We also command our own speech to remain in agreement. We do not speak faith one moment and surrender the next. We do not release truth publicly and then nourish contradiction privately. We do not ask in faith and then cancel our asking through fearful talk. Our mouths belong to Christ’s government now. Therefore we speak healing and keep speaking healing. We speak freedom and keep speaking freedom. We speak life and keep speaking life. We speak provision and keep speaking provision. We refuse divided speech. We refuse double witness. We refuse to let appearance disciple our confession. Christ has already made possible what we are sent to declare with boldness and consistency.
This is also our charge to act. We do not stop at ideas, and we do not hide behind doctrine without expression. We go. We lay hands. We speak to bodies. We command devils to leave. We bless homes. We answer impossible reports with finished work truth. We speak to the broken, the bound, the dying, the fearful, the barren, and the resistant. We do not ask the mountain for permission. We do not ask natural odds for approval. Christ has already spoken. Therefore we move in agreement with Him. “They shall lay hands on the sick, and they shall recover” (Mark 16:18, KJV). We accept that as present instruction and present expectation now.
We also stay fixed in believing reception while we act. We do not act nervously, and we do not act as though the result depends on human power. We ask in faith. We believe that we receive. Then we speak and move from settled union. “What things soever ye desire, when ye pray, believe that ye receive them, and ye shall have them” (Mark 11:24, KJV). Therefore our obedience is not uncertain. Our command is not experimental. Our declaration is not hesitant. Christ is present. Christ is sufficient. Christ is the source of every word we release and every act of authority we perform. We go forward in agreement with Him now.
We keep the word moving when visible things argue back. We do not let delay silence truth. We do not let resistance weaken our confession. We do not let one unchanged scene train us to speak beneath Christ. The word in our mouth is not noise. It is agreement with the living Christ who indwells us now. Therefore we continue speaking life where death has claimed authority. We continue speaking freedom where bondage has claimed territory. We continue speaking wholeness where sickness has claimed a body. We continue speaking victory where impossibility has claimed a place. Our mouths remain steady because Christ remains Lord.

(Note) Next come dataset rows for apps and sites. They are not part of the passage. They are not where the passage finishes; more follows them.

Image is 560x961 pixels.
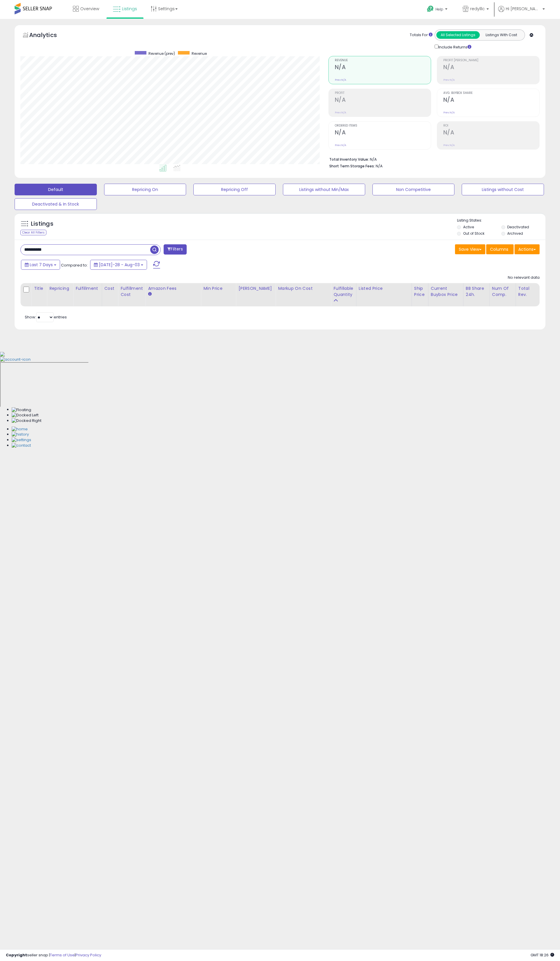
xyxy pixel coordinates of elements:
div: Markup on Cost [278,285,328,291]
div: Repricing [49,285,71,291]
div: BB Share 24h. [465,285,487,297]
div: Fulfillable Quantity [333,285,353,297]
button: Default [15,183,97,195]
span: Columns [490,247,508,253]
small: Prev: N/A [443,143,455,147]
button: Last 7 Days [21,259,61,270]
small: Prev: N/A [443,111,455,114]
button: Deactivated & In Stock [15,199,97,210]
div: Title [34,285,44,291]
h2: N/A [443,129,539,137]
b: Total Inventory Value: [329,157,369,162]
span: redylllc [470,6,484,11]
small: Prev: N/A [443,79,455,81]
span: ROI [443,124,539,127]
th: The percentage added to the cost of goods (COGS) that forms the calculator for Min & Max prices. [275,283,331,306]
a: Hi [PERSON_NAME] [498,6,545,19]
small: Prev: N/A [335,143,346,147]
span: Avg. Buybox Share [443,92,539,95]
img: Floating [11,407,31,413]
div: Include Returns [430,44,478,50]
h5: Analytics [29,31,68,41]
button: Repricing On [104,183,186,195]
button: Actions [515,244,539,254]
button: Listings With Cost [479,31,523,39]
div: Amazon Fees [148,285,199,291]
label: Deactivated [507,225,529,229]
span: Help [435,7,443,11]
li: N/A [329,155,535,163]
img: Docked Left [11,412,39,418]
div: Current Buybox Price [430,285,461,297]
span: Ordered Items [335,124,430,127]
span: Revenue [191,51,207,56]
button: [DATE]-28 - Aug-03 [90,259,147,270]
label: Out of Stock [463,231,484,236]
p: Listing States: [457,218,545,223]
div: No relevant data [507,275,539,281]
img: Home [11,427,27,432]
div: [PERSON_NAME] [238,285,273,291]
button: Repricing Off [193,183,275,195]
div: Clear All Filters [21,230,46,235]
div: Listed Price [359,285,409,291]
small: Prev: N/A [335,79,346,81]
div: Ship Price [414,285,426,297]
img: History [11,431,29,437]
h2: N/A [443,63,539,72]
button: Columns [486,244,513,254]
button: Listings without Cost [462,183,544,195]
b: Short Term Storage Fees: [329,164,375,168]
i: Get Help [427,5,433,13]
div: Min Price [203,285,233,291]
span: [DATE]-28 - Aug-03 [99,262,139,268]
span: Revenue (prev) [149,51,175,56]
button: Save View [455,244,485,254]
div: Total Rev. [518,285,539,297]
span: Last 7 Days [29,262,53,268]
span: Listings [122,6,137,11]
img: Docked Right [11,418,41,424]
label: Archived [507,231,523,236]
small: Prev: N/A [335,111,346,114]
h2: N/A [335,96,430,105]
h2: N/A [335,129,430,137]
span: Compared to: [61,263,88,268]
a: Help [422,1,453,19]
img: Settings [11,437,31,443]
button: Filters [164,244,186,254]
button: Listings without Min/Max [283,183,365,195]
span: Profit [335,92,430,95]
span: Hi [PERSON_NAME] [505,6,541,11]
h2: N/A [443,96,539,105]
h2: N/A [335,63,430,72]
div: Fulfillment [76,285,99,291]
span: Show: entries [25,314,67,320]
small: Amazon Fees. [148,291,151,297]
div: Fulfillment Cost [120,285,143,297]
span: Overview [80,6,99,11]
div: Num of Comp. [492,285,513,297]
span: N/A [376,163,383,169]
img: Contact [11,443,31,448]
h5: Listings [31,219,53,228]
button: All Selected Listings [436,31,480,39]
div: Totals For [410,32,432,38]
button: Non Competitive [373,183,455,195]
div: Cost [105,285,115,291]
label: Active [463,225,474,229]
span: Profit [PERSON_NAME] [443,59,539,62]
span: Revenue [335,59,430,62]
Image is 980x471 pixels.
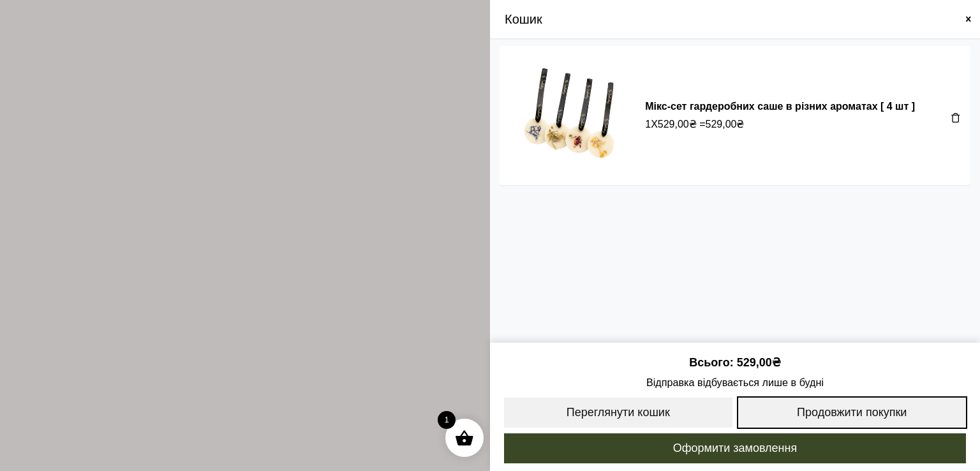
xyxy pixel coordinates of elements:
span: ₴ [772,356,781,369]
div: X [645,117,944,132]
bdi: 529,00 [706,118,745,130]
a: Оформити замовлення [502,432,967,464]
a: Мікс-сет гардеробних саше в різних ароматах [ 4 шт ] [645,101,915,112]
span: = [700,117,744,132]
span: ₴ [737,117,744,132]
bdi: 529,00 [737,356,781,369]
span: Всього [689,356,737,369]
span: 1 [438,411,455,429]
span: Кошик [504,9,542,29]
a: Переглянути кошик [502,396,734,429]
span: Відправка відбувається лише в будні [502,375,967,390]
bdi: 529,00 [658,118,697,130]
a: Продовжити покупки [737,396,968,429]
span: 1 [645,117,650,132]
span: ₴ [689,117,697,132]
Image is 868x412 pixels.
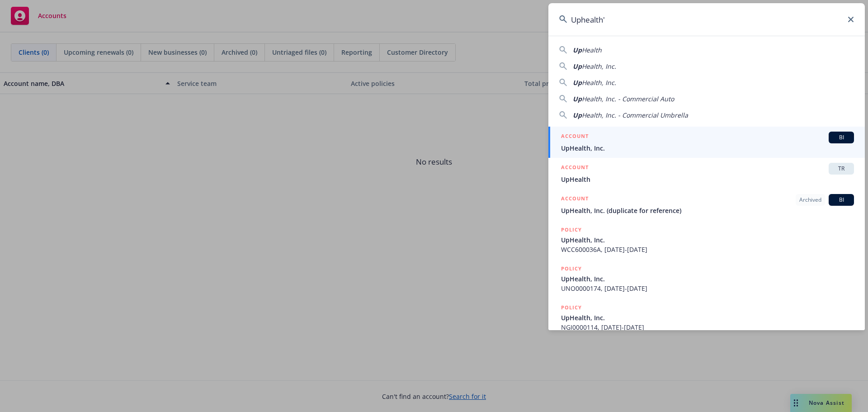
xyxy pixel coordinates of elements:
[832,134,850,141] span: BI
[561,245,854,254] span: WCC600036A, [DATE]-[DATE]
[548,127,865,158] a: ACCOUNTBIUpHealth, Inc.
[561,283,854,293] span: UNO0000174, [DATE]-[DATE]
[548,3,865,36] input: Search...
[548,220,865,259] a: POLICYUpHealth, Inc.WCC600036A, [DATE]-[DATE]
[548,259,865,298] a: POLICYUpHealth, Inc.UNO0000174, [DATE]-[DATE]
[582,111,688,119] span: Health, Inc. - Commercial Umbrella
[561,143,854,153] span: UpHealth, Inc.
[573,78,582,87] span: Up
[582,62,616,71] span: Health, Inc.
[548,189,865,220] a: ACCOUNTArchivedBIUpHealth, Inc. (duplicate for reference)
[548,158,865,189] a: ACCOUNTTRUpHealth
[561,235,854,245] span: UpHealth, Inc.
[561,264,582,273] h5: POLICY
[832,165,850,173] span: TR
[561,313,854,322] span: UpHealth, Inc.
[561,132,589,143] h5: ACCOUNT
[561,163,589,174] h5: ACCOUNT
[573,62,582,71] span: Up
[573,111,582,119] span: Up
[561,274,854,283] span: UpHealth, Inc.
[548,298,865,337] a: POLICYUpHealth, Inc.NGI0000114, [DATE]-[DATE]
[573,46,582,54] span: Up
[582,46,601,54] span: Health
[582,78,616,87] span: Health, Inc.
[561,225,582,234] h5: POLICY
[573,94,582,103] span: Up
[561,194,589,205] h5: ACCOUNT
[582,94,674,103] span: Health, Inc. - Commercial Auto
[561,322,854,332] span: NGI0000114, [DATE]-[DATE]
[561,206,854,215] span: UpHealth, Inc. (duplicate for reference)
[799,196,821,204] span: Archived
[832,196,850,204] span: BI
[561,303,582,312] h5: POLICY
[561,174,854,184] span: UpHealth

So let our mouth become fully governed by Christ. Let us preach the Kingdom. Let us heal the sick. Let us lay hands. Let us cast out demons. Let us raise the dead. Let us speak to mountains. Let us refuse visible finality. Let us answer impossible situations with the words of finished work and the actions of present union. We do not wait to become ready enough, spiritual enough, or favorable enough. Christ is present now. Therefore we go now. We speak now. We command now. We act now. We do not call impossible what Christ indwells. We declare what Christ has already made possible.